Comprehensive Study of Patent Trial and Appeal Board Decisions

the study determined that 73.5% of the challenged claims did not survive review in IPR proceedings that reached a final decision on the merits. The report also shows that, in final decisions from the PTAB, 37.5% of the claims initially challenged were found unpatentable under 35 U.S.C. § 102 (anticipation), while 57.6% of the claims were found unpatentable under 35 U.S.C. § 103 (obviousness). (Some claims were found unpatentable under both grounds.) In a recent study of patent decisions in district court cases, the district courts invalidated claims under Section 102 at a rate of 31.1% and under Section 103 at a rate of 27.8%.

Petition Dismissal is Appropriate for Improper Use of PTAB Resources

Congress created AIA trial proceeding to combat trolls, not create an altogether new class of them.
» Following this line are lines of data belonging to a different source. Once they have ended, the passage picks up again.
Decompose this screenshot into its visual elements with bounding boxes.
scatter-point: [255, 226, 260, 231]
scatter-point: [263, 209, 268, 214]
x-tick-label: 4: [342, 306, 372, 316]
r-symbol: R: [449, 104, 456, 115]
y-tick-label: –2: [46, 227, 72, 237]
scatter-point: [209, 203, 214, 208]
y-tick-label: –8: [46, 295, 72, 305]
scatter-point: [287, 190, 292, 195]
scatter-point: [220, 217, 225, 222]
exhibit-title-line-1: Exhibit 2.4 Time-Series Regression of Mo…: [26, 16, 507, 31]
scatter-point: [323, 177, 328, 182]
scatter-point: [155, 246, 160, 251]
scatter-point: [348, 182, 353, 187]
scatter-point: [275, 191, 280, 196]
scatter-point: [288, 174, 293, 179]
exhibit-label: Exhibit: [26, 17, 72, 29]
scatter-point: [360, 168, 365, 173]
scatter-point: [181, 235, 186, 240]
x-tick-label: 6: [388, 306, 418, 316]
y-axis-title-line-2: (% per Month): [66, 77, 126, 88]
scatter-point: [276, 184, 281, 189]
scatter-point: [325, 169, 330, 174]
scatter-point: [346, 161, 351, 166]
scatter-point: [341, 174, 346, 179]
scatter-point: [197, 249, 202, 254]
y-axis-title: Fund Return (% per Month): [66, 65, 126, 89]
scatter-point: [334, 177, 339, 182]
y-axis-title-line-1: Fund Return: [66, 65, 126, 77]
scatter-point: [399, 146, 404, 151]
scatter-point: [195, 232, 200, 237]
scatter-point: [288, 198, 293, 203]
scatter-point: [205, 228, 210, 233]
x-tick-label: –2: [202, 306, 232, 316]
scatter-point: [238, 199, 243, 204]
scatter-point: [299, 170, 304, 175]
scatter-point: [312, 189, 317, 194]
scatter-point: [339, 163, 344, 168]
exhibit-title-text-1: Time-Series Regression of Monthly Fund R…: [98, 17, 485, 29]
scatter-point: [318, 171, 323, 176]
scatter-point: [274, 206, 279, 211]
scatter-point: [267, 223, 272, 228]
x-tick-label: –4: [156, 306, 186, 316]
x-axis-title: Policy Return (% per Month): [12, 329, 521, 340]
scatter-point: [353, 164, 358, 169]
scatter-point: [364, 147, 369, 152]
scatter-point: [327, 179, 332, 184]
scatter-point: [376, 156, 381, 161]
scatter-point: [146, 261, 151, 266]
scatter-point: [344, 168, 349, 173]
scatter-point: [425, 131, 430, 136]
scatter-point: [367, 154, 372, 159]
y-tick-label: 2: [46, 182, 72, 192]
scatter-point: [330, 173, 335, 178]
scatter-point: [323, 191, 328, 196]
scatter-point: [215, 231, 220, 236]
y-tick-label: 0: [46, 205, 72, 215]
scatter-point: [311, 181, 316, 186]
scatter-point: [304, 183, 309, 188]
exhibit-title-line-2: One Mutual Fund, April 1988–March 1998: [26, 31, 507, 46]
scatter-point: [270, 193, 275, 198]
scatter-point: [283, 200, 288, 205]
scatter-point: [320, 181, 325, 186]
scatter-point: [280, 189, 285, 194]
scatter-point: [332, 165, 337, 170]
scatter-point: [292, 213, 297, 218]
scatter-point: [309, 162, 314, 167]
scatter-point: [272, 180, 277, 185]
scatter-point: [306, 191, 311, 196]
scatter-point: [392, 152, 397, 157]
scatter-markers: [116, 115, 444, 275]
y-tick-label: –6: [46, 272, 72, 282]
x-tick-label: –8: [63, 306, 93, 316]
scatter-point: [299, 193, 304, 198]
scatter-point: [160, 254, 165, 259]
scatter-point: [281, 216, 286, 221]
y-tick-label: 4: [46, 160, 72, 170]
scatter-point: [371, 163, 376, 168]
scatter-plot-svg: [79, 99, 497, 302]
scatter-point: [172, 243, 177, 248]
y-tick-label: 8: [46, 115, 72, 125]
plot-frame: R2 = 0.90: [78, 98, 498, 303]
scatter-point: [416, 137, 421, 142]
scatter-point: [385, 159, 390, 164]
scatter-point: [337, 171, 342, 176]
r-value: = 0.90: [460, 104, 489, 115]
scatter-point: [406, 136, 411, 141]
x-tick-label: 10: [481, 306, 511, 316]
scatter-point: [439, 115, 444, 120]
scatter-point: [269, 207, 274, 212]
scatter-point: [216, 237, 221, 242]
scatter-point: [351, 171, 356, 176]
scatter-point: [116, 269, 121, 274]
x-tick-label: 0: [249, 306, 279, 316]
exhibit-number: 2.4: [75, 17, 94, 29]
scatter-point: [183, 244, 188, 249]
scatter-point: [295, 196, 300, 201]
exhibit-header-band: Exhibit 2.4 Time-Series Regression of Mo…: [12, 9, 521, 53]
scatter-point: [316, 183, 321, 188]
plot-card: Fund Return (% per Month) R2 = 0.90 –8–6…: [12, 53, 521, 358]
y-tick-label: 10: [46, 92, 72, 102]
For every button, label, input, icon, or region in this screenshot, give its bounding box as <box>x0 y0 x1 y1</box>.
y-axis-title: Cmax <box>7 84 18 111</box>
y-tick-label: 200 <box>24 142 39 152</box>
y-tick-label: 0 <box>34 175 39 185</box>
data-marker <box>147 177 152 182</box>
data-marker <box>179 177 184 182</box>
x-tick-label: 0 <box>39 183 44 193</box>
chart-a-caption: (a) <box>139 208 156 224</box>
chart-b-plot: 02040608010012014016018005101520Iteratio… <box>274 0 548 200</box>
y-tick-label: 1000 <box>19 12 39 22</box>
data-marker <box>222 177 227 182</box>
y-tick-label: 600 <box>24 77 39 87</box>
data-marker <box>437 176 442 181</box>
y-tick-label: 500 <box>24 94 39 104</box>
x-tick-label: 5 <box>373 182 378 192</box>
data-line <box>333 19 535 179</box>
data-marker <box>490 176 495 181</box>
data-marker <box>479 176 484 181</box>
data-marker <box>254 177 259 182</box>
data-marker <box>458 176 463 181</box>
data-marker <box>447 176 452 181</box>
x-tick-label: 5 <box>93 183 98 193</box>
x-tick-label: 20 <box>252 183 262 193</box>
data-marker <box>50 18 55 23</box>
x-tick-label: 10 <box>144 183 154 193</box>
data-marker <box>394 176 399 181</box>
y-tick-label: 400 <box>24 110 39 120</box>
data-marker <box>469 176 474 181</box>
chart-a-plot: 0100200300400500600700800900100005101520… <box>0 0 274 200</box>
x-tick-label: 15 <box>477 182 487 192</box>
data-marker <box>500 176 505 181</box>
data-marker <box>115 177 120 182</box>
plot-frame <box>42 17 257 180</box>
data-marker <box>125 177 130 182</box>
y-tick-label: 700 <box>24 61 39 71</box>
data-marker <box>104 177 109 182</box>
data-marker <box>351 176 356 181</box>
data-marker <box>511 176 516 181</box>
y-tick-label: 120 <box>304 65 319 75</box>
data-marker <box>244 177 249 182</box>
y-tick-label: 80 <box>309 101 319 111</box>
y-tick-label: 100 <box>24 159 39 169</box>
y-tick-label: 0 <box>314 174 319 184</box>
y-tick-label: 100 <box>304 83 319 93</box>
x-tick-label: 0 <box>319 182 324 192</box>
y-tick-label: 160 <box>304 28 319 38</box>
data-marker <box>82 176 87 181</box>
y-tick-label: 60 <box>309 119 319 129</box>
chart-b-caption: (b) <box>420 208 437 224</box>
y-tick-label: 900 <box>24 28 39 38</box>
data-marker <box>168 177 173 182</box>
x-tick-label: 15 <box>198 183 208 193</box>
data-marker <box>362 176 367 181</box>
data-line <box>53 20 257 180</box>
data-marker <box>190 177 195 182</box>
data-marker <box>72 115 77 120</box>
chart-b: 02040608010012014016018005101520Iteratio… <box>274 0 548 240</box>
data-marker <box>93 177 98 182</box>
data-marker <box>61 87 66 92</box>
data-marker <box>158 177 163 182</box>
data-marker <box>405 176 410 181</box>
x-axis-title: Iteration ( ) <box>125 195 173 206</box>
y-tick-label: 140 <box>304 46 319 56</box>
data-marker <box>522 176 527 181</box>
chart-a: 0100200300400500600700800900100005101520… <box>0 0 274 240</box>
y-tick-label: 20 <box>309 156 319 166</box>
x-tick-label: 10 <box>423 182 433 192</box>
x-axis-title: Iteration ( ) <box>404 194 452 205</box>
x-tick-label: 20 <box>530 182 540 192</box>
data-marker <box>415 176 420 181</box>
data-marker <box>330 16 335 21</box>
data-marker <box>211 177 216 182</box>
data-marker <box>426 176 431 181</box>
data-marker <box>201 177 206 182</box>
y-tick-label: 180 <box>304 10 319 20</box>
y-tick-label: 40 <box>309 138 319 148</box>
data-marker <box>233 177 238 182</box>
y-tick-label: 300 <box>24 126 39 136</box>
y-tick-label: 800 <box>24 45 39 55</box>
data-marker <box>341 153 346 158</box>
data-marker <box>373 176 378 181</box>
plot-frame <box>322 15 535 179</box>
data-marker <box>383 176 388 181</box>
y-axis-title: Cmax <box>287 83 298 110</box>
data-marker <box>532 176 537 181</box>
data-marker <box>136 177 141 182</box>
Since the initial filings of Hayman, the STRONG ACT has been introduced in the Senate and includes a provision that would require standing for IPR petitioners (presumably to thwart such filings). However, companies not only employ IPR as an alternative to ongoing litigation but as a due diligence tool to avoid such situations in the first instance. Innovators looking to develop a new product line, or new area of business should have the freedom to clear the landscape of improvidently granted patents via the PTAB without having to wait for a lawsuit, or threat of one. Such knee-jerk legislative fixes will have unintended, and unfortunate consequences.

Patent Abuse or Genius? Is Kyle Bass Abusing the Patent System?
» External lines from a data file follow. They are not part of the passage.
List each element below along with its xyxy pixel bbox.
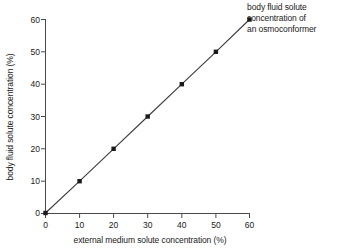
annotation-line-1: body fluid solute [247, 2, 339, 13]
x-axis-title: external medium solute concentration (%) [30, 235, 270, 245]
annotation-line-3: an osmoconformer [247, 24, 339, 35]
x-tick-label: 50 [204, 221, 228, 230]
x-tick-label: 10 [68, 221, 92, 230]
x-tick-label: 30 [136, 221, 160, 230]
x-tick-label: 20 [102, 221, 126, 230]
x-tick-label: 0 [34, 221, 58, 230]
y-axis-title: body fluid solute concentration (%) [5, 17, 15, 217]
osmoconformer-annotation: body fluid solute concentration of an os… [247, 2, 339, 35]
chart-figure: 0 10 20 30 40 50 60 0 10 20 30 40 50 60 … [0, 0, 339, 252]
x-tick-label: 40 [170, 221, 194, 230]
x-tick-label: 60 [238, 221, 262, 230]
x-axis-tick-labels: 0 10 20 30 40 50 60 [0, 0, 339, 252]
annotation-line-2: concentration of [247, 13, 339, 24]
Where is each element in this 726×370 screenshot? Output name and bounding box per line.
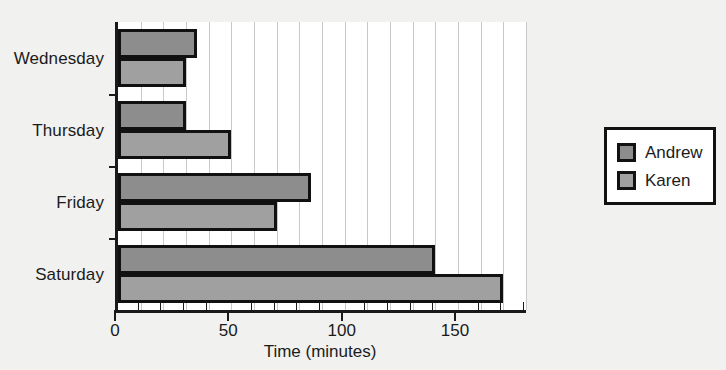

Time and time again throughout the legislative history post grant proceedings were explained as being a faster, low-cost alternative to litigating validity disputes in Federal District Court. That being the case, it would seem extremely odd that any petitioner could bring a post grant challenge to a patent when that petitioner would not have standing to sue to invalidate the patent in Federal District Court. However, the statute does say that a person other than the patent owner can file a petition to institute an inter partes review.

What if we don’t have sufficient intellectual property rights?
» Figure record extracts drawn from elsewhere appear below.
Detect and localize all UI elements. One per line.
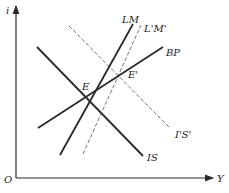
lpmp-label: L'M' <box>143 23 166 34</box>
x-axis-label: Y <box>217 173 225 184</box>
point-e-label: E <box>81 81 90 92</box>
is-lm-bp-diagram: i Y O LM L'M' BP I'S' IS E E' <box>0 0 229 193</box>
ipsp-label: I'S' <box>174 129 191 140</box>
lm-label: LM <box>121 14 140 25</box>
is-label: IS <box>146 152 158 163</box>
point-ep-label: E' <box>127 69 138 80</box>
y-axis-label: i <box>6 5 9 16</box>
bp-curve <box>38 47 163 128</box>
origin-label: O <box>4 174 12 185</box>
lpmp-curve <box>83 25 141 154</box>
bp-label: BP <box>165 47 180 58</box>
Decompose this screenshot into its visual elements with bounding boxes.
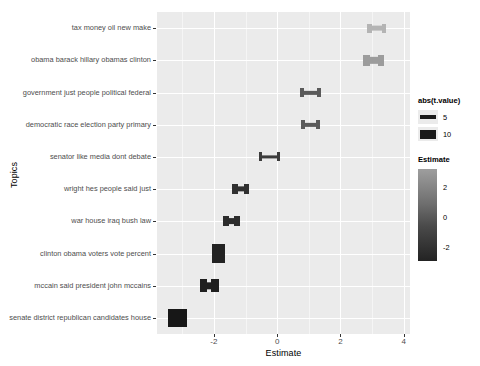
error-bar [367,24,386,33]
error-bar [363,55,384,66]
x-axis-tick-mark [214,334,215,337]
chart-root: Topics Estimate abs(t.value) 510 Estimat… [0,0,480,366]
colorbar-tick-label: 0 [443,213,447,222]
error-bar-cap-right [244,184,249,193]
y-axis-tick-mark [153,254,156,255]
legend-area: abs(t.value) 510 Estimate 20-2 [418,96,480,261]
y-axis-tick-label: obama barack hillary obamas clinton [0,55,151,64]
y-axis-tick-label: mccain said president john mccains [0,281,151,290]
y-axis-tick-mark [153,189,156,190]
legend-abs-t-value-title: abs(t.value) [418,96,480,105]
y-axis-tick-label: government just people political federal [0,88,151,97]
legend-key-swatch [418,127,438,141]
y-axis-tick-mark [153,60,156,61]
error-bar [168,309,187,326]
error-bar-cap-right [214,244,225,263]
gridline-major-horizontal [157,189,410,190]
legend-estimate: Estimate 20-2 [418,155,480,261]
y-axis-tick-mark [153,93,156,94]
error-bar-cap-left [363,55,369,66]
y-axis-tick-mark [153,318,156,319]
y-axis-tick-mark [153,28,156,29]
x-axis-title: Estimate [157,348,410,358]
x-axis-tick-label: 4 [391,337,417,346]
legend-abs-t-value: abs(t.value) 510 [418,96,480,141]
error-bar-cap-right [211,279,218,292]
error-bar [259,152,280,161]
y-axis-tick-label: senate district republican candidates ho… [0,313,151,322]
y-axis-tick-label: tax money oil new make [0,23,151,32]
y-axis-tick-mark [153,125,156,126]
error-bar-cap-left [301,120,305,129]
x-axis-tick-mark [340,334,341,337]
error-bar [232,184,249,193]
error-bar [223,216,240,226]
x-axis-tick-mark [277,334,278,337]
error-bar-cap-right [177,309,187,326]
error-bar-cap-right [378,55,384,66]
error-bar-cap-right [316,120,320,129]
error-bar-cap-left [300,88,304,97]
gridline-major-horizontal [157,221,410,222]
colorbar-tick-label: -2 [443,243,450,252]
gridline-major-horizontal [157,254,410,255]
gridline-major-horizontal [157,286,410,287]
legend-item-label: 10 [443,130,451,139]
estimate-colorbar [418,169,437,261]
gridline-major-horizontal [157,93,410,94]
error-bar-cap-right [277,152,280,161]
x-axis-tick-label: -2 [201,337,227,346]
error-bar-cap-left [259,152,262,161]
error-bar [301,120,321,129]
error-bar-cap-left [232,184,237,193]
y-axis-tick-label: senator like media dont debate [0,152,151,161]
error-bar [200,279,219,292]
y-axis-tick-label: war house iraq bush law [0,216,151,225]
y-axis-tick-label: wright hes people said just [0,184,151,193]
error-bar [212,244,225,263]
error-bar [300,88,321,97]
gridline-major-horizontal [157,157,410,158]
legend-item[interactable]: 5 [418,110,480,124]
error-bar-cap-right [317,88,321,97]
y-axis-tick-label: clinton obama voters vote percent [0,249,151,258]
legend-key-swatch [418,110,438,124]
estimate-colorbar-ticks: 20-2 [437,169,469,261]
legend-estimate-title: Estimate [418,155,480,164]
legend-item[interactable]: 10 [418,127,480,141]
x-axis-tick-mark [404,334,405,337]
error-bar-cap-left [200,279,207,292]
y-axis-tick-mark [153,286,156,287]
colorbar-tick-label: 2 [443,183,447,192]
gridline-major-horizontal [157,125,410,126]
x-axis-tick-label: 2 [327,337,353,346]
y-axis-tick-mark [153,221,156,222]
error-bar-cap-left [223,216,229,226]
error-bar-cap-right [234,216,240,226]
error-bar-cap-left [367,24,372,33]
gridline-major-horizontal [157,318,410,319]
x-axis-tick-label: 0 [264,337,290,346]
legend-item-label: 5 [443,113,447,122]
error-bar-cap-right [382,24,387,33]
y-axis-tick-mark [153,157,156,158]
y-axis-tick-label: democratic race election party primary [0,120,151,129]
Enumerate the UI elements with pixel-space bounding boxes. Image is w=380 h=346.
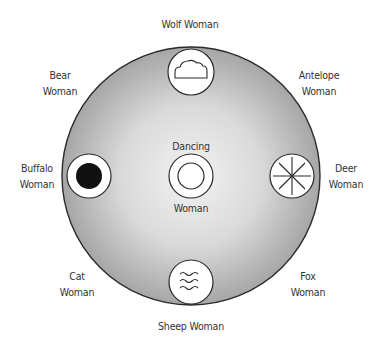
label-line: Deer (329, 160, 363, 176)
label-line: Wolf Woman (162, 16, 219, 32)
eight-point-star-icon (270, 154, 314, 198)
label-buffalo-woman: Buffalo Woman (20, 160, 54, 192)
water-waves-icon (169, 260, 213, 304)
concentric-circles-icon (169, 154, 213, 198)
label-line: Fox (291, 268, 325, 284)
center-label-bottom: Woman (174, 200, 208, 216)
label-wolf-woman: Wolf Woman (162, 16, 219, 32)
label-fox-woman: Fox Woman (291, 268, 325, 300)
label-antelope-woman: Antelope Woman (299, 67, 340, 99)
label-line: Antelope (299, 67, 340, 83)
label-deer-woman: Deer Woman (329, 160, 363, 192)
center-label-top: Dancing (172, 138, 209, 154)
label-line: Buffalo (20, 160, 54, 176)
diagram-stage: Dancing Woman Wolf Woman Antelope Woman … (0, 0, 380, 346)
label-cat-woman: Cat Woman (60, 268, 94, 300)
label-line: Woman (20, 176, 54, 192)
label-line: Cat (60, 268, 94, 284)
label-bear-woman: Bear Woman (43, 67, 77, 99)
label-line: Woman (60, 284, 94, 300)
label-line: Woman (43, 83, 77, 99)
black-dot-icon (67, 154, 111, 198)
label-line: Bear (43, 67, 77, 83)
label-line: Sheep Woman (158, 318, 224, 334)
label-sheep-woman: Sheep Woman (158, 318, 224, 334)
label-line: Woman (329, 176, 363, 192)
label-line: Woman (291, 284, 325, 300)
label-line: Woman (299, 83, 340, 99)
cloud-icon (168, 49, 214, 95)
Fundamentally, patents facilitate access to VC financing, market entry and job creation. Without patents and an effective IP environment, the process stalls and, in some cases, firms may never emerge. Without adequate IP protection, innovators are unable to attract investments, business creation is slowed and jobs lost. Evidence suggests that this same story plays out, albeit with differing dynamics, across all sorts of firms and all nations. Economic prosperity relies on job growth, and it is clear that strong, effective IP rights have a role to play in creating both.

Post Grant Patent Challenges Concern Universities, Pharma

Gulbrandsen’s chief complaint with the U.S. system centers around the fact that it has become enormously easy to challenge issued patents once they have been granted. In fact, organizations in pursuit of acquired technology are leveraging the kill-rate at the Patent Trial and Appeal Board (PTAB) at the United States Patent and Trademark Office (USPTO), to negotiate lower licensing payments. Threats are made that patents will be challenged in Inter Partes review, “so that you amend the license and reduce the fees,” Gulbrandsen explained. “So, immediately you know that devalues the patent and devalues the license agreement that you’ve got.”

USPTO makes changes to AIA post grant proceedings

The immediate modification to the page limits for motions to amend is more in line with reality given the high burdens placed on patent owners. Even when patent owners sought additional pages, the norm was a three to five page extension. So getting ten extra pages is a welcome change. Changing the page limits, alone, is unlikely to impact the calculus underlying the strategic choice to amend. But when the choice is made to amend, patent owners will be better able to meet their burden.